ODC wants audit of Hispanic Chamber

The city board overseeing economic development funds requested detailed financial information from the Odessa Hispanic Chamber of Commerce as part of a review underway that comes as the struggling organization prepares to seek new public funding following the abrupt removal of its leaders last month.

The Odessa Development Corporation asked for information including a third-party audit, a copy of the organization’s bylaws and policies, and an explanation of any relationship between the city-funded nonprofit and a charity that lists the same city office as its address.

ODC President Betsy Triplett-Hurt said the city has never required a third-party audit of the Hispanic Chamber — a revelation that emerged during the review. She said an outside accounting firm handles the organization’s bookkeeping but the scope of that work does not include the level of detail that an audit would, such as connecting spending to receipts.

“We just don’t have that assurance, that protection of taxpayers’ money,” Triplett-Hurt said. “And we did not realize until all this came about that their contract does not require them to have an audit. Shame on us. We didn’t realize the contract doesn’t require it. So why should they? And we don’t know why it doesn’t.”

Triplett-Hurt said the Hispanic Chamber is the only organization funded by the ODC that doesn’t get the independent audits.

Hispanic Chamber officials say they are cooperating with the review while the organization conducts its own investigation that seeks to answer “if any misconduct was done by past leadership,” as the chamber’s Interim CEO and Chair Ben Rubio described it at a recent press conference.

Public funds budgeted for the Hispanic Chamber this year totaled more than $305,000, paid in monthly installments.

Rubio said the organization has routinely reported financial information to the city and will cooperate with the review.

“Anything the city is going to ask for we are going to try our best to give them,” Rubio said. “We are cooperating 100 percent with the city and the ODC.”

The former CEO Price Arredondo, who was abruptly fired from his paid post on March 8, has denied any wrongdoing. Arredondo’s ouster came just before he was set to present a proposal to the ODC for changes to the Hispanic Chamber that would have included ending the paid position heading the Mexico Initiatives, an effort to build business ties with Mexico.

Other new board members said they were also pushed out at the meeting, an account remaining Hispanic Chamber officials have disputed. Hispanic Chamber officials have not explained the reason for Arredondo’s removal.

The shake-up prompted concern by ODC board members about who was in charge of the Hispanic Chamber and how money was being spent.

Until this month, the paid position was filled by Raymond Chavez, who was paid about $58,000 by the city this year for six months of work. The project served as a lifeline for the Hispanic Chamber when Chavez founded it in 2014.

But early supporters including Mayor David Turner and some ODC board members have since criticized poor management by the Hispanic Chamber and a struggle documenting results.

Rubio, who says he is volunteering his time leading the organization, said there is no financial connection between the Hispanic Chamber and the Odessa Hispanic Chamber Charitable Foundation — meaning no public money goes to the charity — and that he and others who serve on the charity do not get paid. Public documents list Chavez as the president of the charity.

Turner said he did not know about the charity with the same address listed as the Hispanic Chamber.

“Those are questions that certainly need to be asked,” Turner said. “It may be totally innocent, and that’s fine. But if you have mail coming to an organization that’s titled something else, it needs to be a public record. All our books are public record.”

The ODC meets Thursday and is scheduled to the upcoming budgeting process for the coming fiscal year, when it’s expected that Hispanic Chamber officials will request new funding.

Rubio, at a Thursday news conference where he declined to take questions, asked Odessans for patience and promised to release the findings of the Hispanic Chamber’s investigation once it’s complete.

Interim City Attorney Gary Landers said he is leading “negotiations” between the city and the Hispanic Chamber that “are moving along well” but declined to discuss details of those talks.

“We’ll be able to verify where all the public money went and where it’s been accounted for,” Landers said.

An audit by a third-party may take longer than the 60-day period the organization had per its contract with the city before its public funding stops.

Landers and Triplett-Hurt said they anticipated an outcome of the review would be greater consistency in the way organizations funded through the ODC report back to the city.

“The good that’s coming out of all of this is everything is going to be straightened out, and everything will be done as it should be,” Triplett-Hurt said.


§ **TASK TO COMPLETE**
Images are to be dropped; everything else in the entries below must be copied exactly.
--------------------
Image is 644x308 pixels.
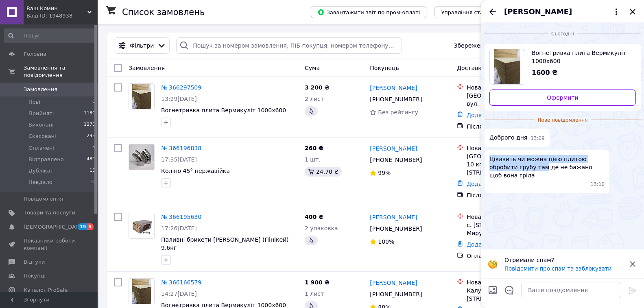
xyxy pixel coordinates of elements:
a: Фото товару [129,213,155,239]
span: Прийняті [28,110,54,117]
span: Цікавить чи можна цією плитою обробити грубу там де не бажано щоб вона гріла [489,155,604,179]
img: Фото товару [132,84,151,109]
span: [PERSON_NAME] [504,7,572,17]
span: 1600 ₴ [532,69,558,77]
span: 14:27[DATE] [161,291,197,297]
span: Замовлення [129,65,165,71]
div: 12.10.2025 [484,29,641,37]
span: 17:35[DATE] [161,156,197,163]
span: Доставка та оплата [457,65,517,71]
input: Пошук за номером замовлення, ПІБ покупця, номером телефону, Email, номером накладної [176,37,402,54]
a: Додати ЕН [466,112,499,119]
div: Ваш ID: 1948938 [26,12,98,20]
a: Додати ЕН [466,181,499,187]
span: Покупець [370,65,399,71]
button: Закрити [628,7,637,17]
span: Повідомлення [23,195,63,203]
a: № 366196838 [161,145,201,151]
a: № 366166579 [161,279,201,286]
div: [PHONE_NUMBER] [368,154,423,166]
span: 293 [87,133,95,140]
button: Управління статусами [434,6,510,18]
span: Замовлення [23,86,57,93]
span: 1 шт. [305,156,320,163]
div: Післяплата [466,192,555,199]
span: 10 [90,179,95,186]
button: Відкрити шаблони відповідей [504,285,515,295]
a: [PERSON_NAME] [370,145,417,153]
span: Оплачені [28,145,54,152]
a: Переглянути товар [489,49,636,85]
a: Оформити [489,90,636,106]
span: Скасовані [28,133,56,140]
button: Назад [488,7,497,17]
span: 260 ₴ [305,145,323,151]
span: Доброго дня [489,134,527,142]
span: 13:29[DATE] [161,96,197,102]
span: Вогнетривка плита Вермикуліт 1000x600 [161,107,286,114]
span: 4 [92,145,95,152]
span: 13 [90,167,95,175]
div: [GEOGRAPHIC_DATA], №1: вул. [PERSON_NAME], 1 [466,92,555,108]
span: Ваш Комин [26,5,88,12]
span: 400 ₴ [305,214,323,220]
span: 1 900 ₴ [305,279,330,286]
span: Без рейтингу [378,109,418,116]
a: Додати ЕН [466,241,499,248]
span: Нове повідомлення [534,117,591,124]
a: Коліно 45° нержавійка [161,168,230,174]
div: Післяплата [466,122,555,131]
span: 13:09 12.10.2025 [531,135,545,142]
span: 3 200 ₴ [305,84,330,91]
span: Сьогодні [548,31,577,37]
span: Головна [23,50,46,58]
img: :face_with_monocle: [488,259,497,269]
span: Фільтри [130,41,154,50]
span: 1 лист [305,291,324,297]
a: № 366195630 [161,214,201,220]
span: 2 лист [305,96,324,102]
span: Вогнетривка плита Вермикуліт 1000x600 [532,49,629,65]
span: 2 упаковка [305,225,338,232]
span: Дублікат [28,167,53,175]
span: Відгуки [23,259,45,266]
div: [PHONE_NUMBER] [368,223,423,234]
span: 5 [87,223,93,230]
span: 99% [378,170,390,176]
span: Замовлення та повідомлення [23,64,98,79]
div: Нова Пошта [466,278,555,287]
img: Фото товару [129,213,154,238]
p: Отримали спам? [504,256,623,264]
span: Товари та послуги [23,209,75,217]
div: Калуш, №1: вул. [STREET_ADDRESS] [466,287,555,303]
div: Нова Пошта [466,213,555,221]
div: 24.70 ₴ [305,167,342,177]
button: Завантажити звіт по пром-оплаті [311,6,426,18]
span: Збережені фільтри: [454,41,513,50]
span: Покупці [23,272,46,280]
span: Каталог ProSale [23,287,67,294]
img: Фото товару [129,145,154,170]
div: Нова Пошта [466,144,555,152]
span: 17:26[DATE] [161,225,197,232]
h1: Список замовлень [122,7,205,17]
a: [PERSON_NAME] [370,84,417,92]
div: Оплата за реквізитами [466,252,555,260]
span: Cума [305,65,319,71]
span: Показники роботи компанії [23,237,75,252]
span: 0 [92,98,95,106]
span: Невдало [28,179,52,186]
button: Повідомити про спам та заблокувати [504,266,611,272]
img: 530325382_w640_h640_ogneupornaya-plita-vermikulit.jpg [494,49,520,84]
a: [PERSON_NAME] [370,213,417,221]
span: Управління статусами [441,9,503,16]
a: № 366297509 [161,84,201,91]
button: [PERSON_NAME] [504,7,621,17]
input: Пошук [4,28,96,43]
span: Паливні брикети [PERSON_NAME] (Пінікей) 9.6кг [161,236,289,251]
div: [GEOGRAPHIC_DATA], №3 (до 10 кг): вул. [STREET_ADDRESS] [466,152,555,177]
a: Фото товару [129,278,155,305]
span: 13:10 12.10.2025 [590,181,605,188]
span: [DEMOGRAPHIC_DATA] [23,223,84,231]
a: Фото товару [129,144,155,170]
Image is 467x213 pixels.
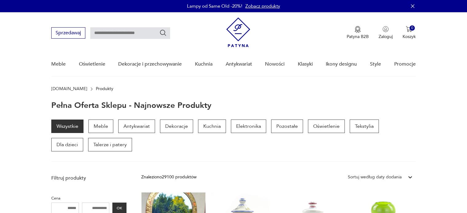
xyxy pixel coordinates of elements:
a: Oświetlenie [79,53,105,76]
a: Ikona medaluPatyna B2B [347,26,369,40]
a: Meble [88,120,113,133]
div: 0 [410,25,415,31]
a: Klasyki [298,53,313,76]
a: Tekstylia [350,120,379,133]
a: Kuchnia [198,120,226,133]
button: Sprzedawaj [51,27,85,39]
a: Dekoracje [160,120,193,133]
a: Style [370,53,381,76]
p: Filtruj produkty [51,175,127,182]
a: Antykwariat [226,53,252,76]
a: Kuchnia [195,53,213,76]
a: Promocje [394,53,416,76]
a: Wszystkie [51,120,84,133]
h1: Pełna oferta sklepu - najnowsze produkty [51,101,212,110]
div: Znaleziono 29100 produktów [141,174,197,181]
a: Zobacz produkty [245,3,280,9]
a: Meble [51,53,66,76]
a: Ikony designu [326,53,357,76]
div: Sortuj według daty dodania [348,174,402,181]
a: Nowości [265,53,285,76]
a: Talerze i patery [88,138,132,152]
a: [DOMAIN_NAME] [51,87,87,92]
p: Koszyk [403,34,416,40]
button: Szukaj [159,29,167,37]
a: Sprzedawaj [51,31,85,36]
img: Ikonka użytkownika [383,26,389,32]
img: Ikona koszyka [406,26,412,32]
p: Produkty [96,87,113,92]
button: Patyna B2B [347,26,369,40]
a: Oświetlenie [308,120,345,133]
button: 0Koszyk [403,26,416,40]
button: Zaloguj [379,26,393,40]
a: Antykwariat [118,120,155,133]
p: Lampy od Same Old -20%! [187,3,242,9]
a: Pozostałe [271,120,303,133]
a: Dla dzieci [51,138,83,152]
img: Ikona medalu [355,26,361,33]
p: Cena [51,195,127,202]
p: Zaloguj [379,34,393,40]
img: Patyna - sklep z meblami i dekoracjami vintage [226,18,250,47]
a: Dekoracje i przechowywanie [118,53,182,76]
a: Elektronika [231,120,266,133]
p: Patyna B2B [347,34,369,40]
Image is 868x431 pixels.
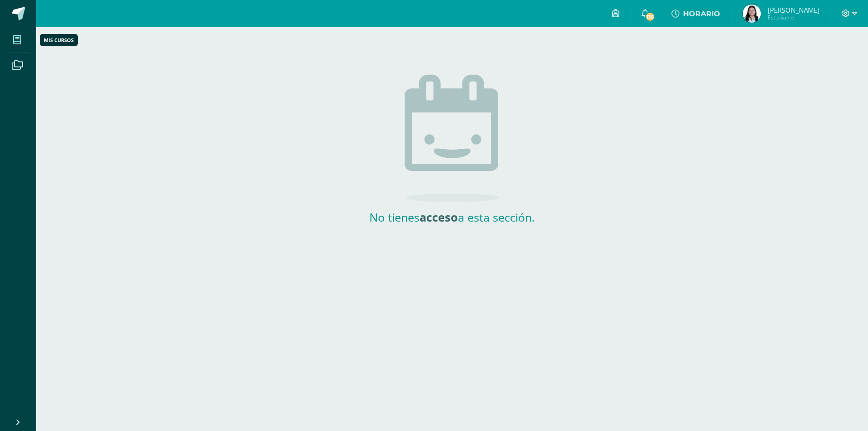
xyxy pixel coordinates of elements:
span: 136 [645,12,655,22]
strong: acceso [419,209,458,225]
h2: No tienes a esta sección. [362,209,543,225]
img: no_activities.png [404,74,499,202]
img: 66850f1229c26491d2d55dedbf2378ee.png [742,5,761,22]
span: Estudiante [767,14,820,21]
div: Mis cursos [44,37,74,43]
span: [PERSON_NAME] [767,5,820,14]
span: HORARIO [683,9,720,18]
--------------------
§ **ANSWER**
Image is 644x308 pixels.
xyxy pixel coordinates of elements:
a: Фото товару [129,213,155,239]
span: Прийняті [28,110,54,117]
span: Цікавить чи можна цією плитою обробити грубу там де не бажано щоб вона гріла [489,155,604,179]
img: Фото товару [132,84,151,109]
span: [PERSON_NAME] [504,7,572,17]
span: 1600 ₴ [532,69,558,77]
span: 14:27[DATE] [161,291,197,297]
span: Замовлення [129,65,165,71]
div: 12.10.2025 [484,29,641,37]
span: 17:35[DATE] [161,156,197,163]
span: Доставка та оплата [457,65,517,71]
input: Пошук за номером замовлення, ПІБ покупця, номером телефону, Email, номером накладної [176,37,402,54]
a: Додати ЕН [466,112,499,119]
div: Ваш ID: 1948938 [26,12,98,20]
a: Додати ЕН [466,181,499,187]
span: Покупець [370,65,399,71]
button: Закрити [628,7,637,17]
span: Повідомлення [23,195,63,203]
a: № 366196838 [161,145,201,151]
a: № 366166579 [161,279,201,286]
div: [PHONE_NUMBER] [368,154,423,166]
span: 293 [87,133,95,140]
button: Управління статусами [434,6,510,18]
span: Замовлення [23,86,57,93]
span: 1 шт. [305,156,320,163]
div: Післяплата [466,192,555,199]
span: 10 [90,179,95,186]
button: Відкрити шаблони відповідей [504,285,515,295]
a: [PERSON_NAME] [370,145,417,153]
span: Оплачені [28,145,54,152]
a: Переглянути товар [489,49,636,85]
a: Оформити [489,90,636,106]
span: Скасовані [28,133,56,140]
button: Назад [488,7,497,17]
span: 260 ₴ [305,145,323,151]
span: Доброго дня [489,134,527,142]
span: 13:29[DATE] [161,96,197,102]
span: Вогнетривка плита Вермикуліт 1000x600 [161,107,286,114]
span: 4 [92,145,95,152]
span: 13 [90,167,95,175]
div: [GEOGRAPHIC_DATA], №1: вул. [PERSON_NAME], 1 [466,92,555,108]
span: Ваш Комин [26,5,88,12]
span: 400 ₴ [305,214,323,220]
span: 1 900 ₴ [305,279,330,286]
span: Без рейтингу [378,109,418,116]
a: Додати ЕН [466,241,499,248]
span: Нове повідомлення [534,117,591,124]
a: Коліно 45° нержавійка [161,168,230,174]
div: Післяплата [466,122,555,131]
span: 13:09 12.10.2025 [531,135,545,142]
span: 3 200 ₴ [305,84,330,91]
span: Сьогодні [548,31,577,37]
span: Головна [23,50,46,58]
img: :face_with_monocle: [488,259,497,269]
span: Фільтри [130,41,154,50]
span: 1 лист [305,291,324,297]
a: № 366195630 [161,214,201,220]
span: 2 лист [305,96,324,102]
span: Вогнетривка плита Вермикуліт 1000x600 [532,49,629,65]
span: 2 упаковка [305,225,338,232]
span: Дублікат [28,167,53,175]
span: Відгуки [23,259,45,266]
div: [PHONE_NUMBER] [368,223,423,234]
span: 5 [87,223,93,230]
span: 99% [378,170,390,176]
span: Замовлення та повідомлення [23,64,98,79]
div: Нова Пошта [466,278,555,287]
img: Фото товару [129,213,154,238]
p: Отримали спам? [504,256,623,264]
span: Товари та послуги [23,209,75,217]
div: Калуш, №1: вул. [STREET_ADDRESS] [466,287,555,303]
div: Нова Пошта [466,213,555,221]
div: 24.70 ₴ [305,167,342,177]
button: Завантажити звіт по пром-оплаті [311,6,426,18]
span: Збережені фільтри: [454,41,513,50]
span: Покупці [23,272,46,280]
span: Каталог ProSale [23,287,67,294]
img: Фото товару [129,145,154,170]
div: Нова Пошта [466,144,555,152]
span: 17:26[DATE] [161,225,197,232]
h1: Список замовлень [122,7,205,17]
a: [PERSON_NAME] [370,84,417,92]
div: Оплата за реквізитами [466,252,555,260]
span: Cума [305,65,319,71]
span: Показники роботи компанії [23,237,75,252]
span: 0 [92,98,95,106]
span: Невдало [28,179,52,186]
button: Повідомити про спам та заблокувати [504,266,611,272]
img: 530325382_w640_h640_ogneupornaya-plita-vermikulit.jpg [494,49,520,84]
a: [PERSON_NAME] [370,213,417,221]
span: Управління статусами [441,9,503,16]
a: № 366297509 [161,84,201,91]
button: [PERSON_NAME] [504,7,621,17]
input: Пошук [4,28,96,43]
span: Паливні брикети [PERSON_NAME] (Пінікей) 9.6кг [161,236,289,251]
div: [GEOGRAPHIC_DATA], №3 (до 10 кг): вул. [STREET_ADDRESS] [466,152,555,177]
a: Фото товару [129,278,155,305]
span: 13:10 12.10.2025 [590,181,605,188]
span: [DEMOGRAPHIC_DATA] [23,223,84,231]
a: Фото товару [129,144,155,170]
Image is 467x213 pixels.
xyxy pixel coordinates of elements:
a: Oświetlenie [79,53,105,76]
a: Ikona medaluPatyna B2B [347,26,369,40]
a: Meble [88,120,113,133]
div: 0 [410,25,415,31]
a: Klasyki [298,53,313,76]
a: Tekstylia [350,120,379,133]
a: Kuchnia [198,120,226,133]
button: Sprzedawaj [51,27,85,39]
a: Dekoracje [160,120,193,133]
a: Style [370,53,381,76]
p: Filtruj produkty [51,175,127,182]
a: Antykwariat [226,53,252,76]
a: Kuchnia [195,53,213,76]
a: Promocje [394,53,416,76]
a: Wszystkie [51,120,84,133]
h1: Pełna oferta sklepu - najnowsze produkty [51,101,212,110]
div: Znaleziono 29100 produktów [141,174,197,181]
a: Zobacz produkty [245,3,280,9]
a: Meble [51,53,66,76]
a: Ikony designu [326,53,357,76]
div: Sortuj według daty dodania [348,174,402,181]
a: Nowości [265,53,285,76]
a: Talerze i patery [88,138,132,152]
a: [DOMAIN_NAME] [51,87,87,92]
p: Koszyk [403,34,416,40]
button: Szukaj [159,29,167,37]
a: Sprzedawaj [51,31,85,36]
img: Ikonka użytkownika [383,26,389,32]
img: Ikona koszyka [406,26,412,32]
p: Produkty [96,87,113,92]
button: Patyna B2B [347,26,369,40]
a: Oświetlenie [308,120,345,133]
button: 0Koszyk [403,26,416,40]
button: Zaloguj [379,26,393,40]
a: Antykwariat [118,120,155,133]
p: Lampy od Same Old -20%! [187,3,242,9]
a: Pozostałe [271,120,303,133]
a: Dla dzieci [51,138,83,152]
img: Ikona medalu [355,26,361,33]
p: Cena [51,195,127,202]
p: Zaloguj [379,34,393,40]
img: Patyna - sklep z meblami i dekoracjami vintage [226,18,250,47]
a: Dekoracje i przechowywanie [118,53,182,76]
a: Elektronika [231,120,266,133]
p: Patyna B2B [347,34,369,40]
Image is 868x431 pixels.
xyxy pixel coordinates of elements:
span: 136 [645,12,655,22]
strong: acceso [419,209,458,225]
h2: No tienes a esta sección. [362,209,543,225]
img: no_activities.png [404,74,499,202]
img: 66850f1229c26491d2d55dedbf2378ee.png [742,5,761,22]
span: Estudiante [767,14,820,21]
div: Mis cursos [44,37,74,43]
span: [PERSON_NAME] [767,5,820,14]
span: HORARIO [683,9,720,18]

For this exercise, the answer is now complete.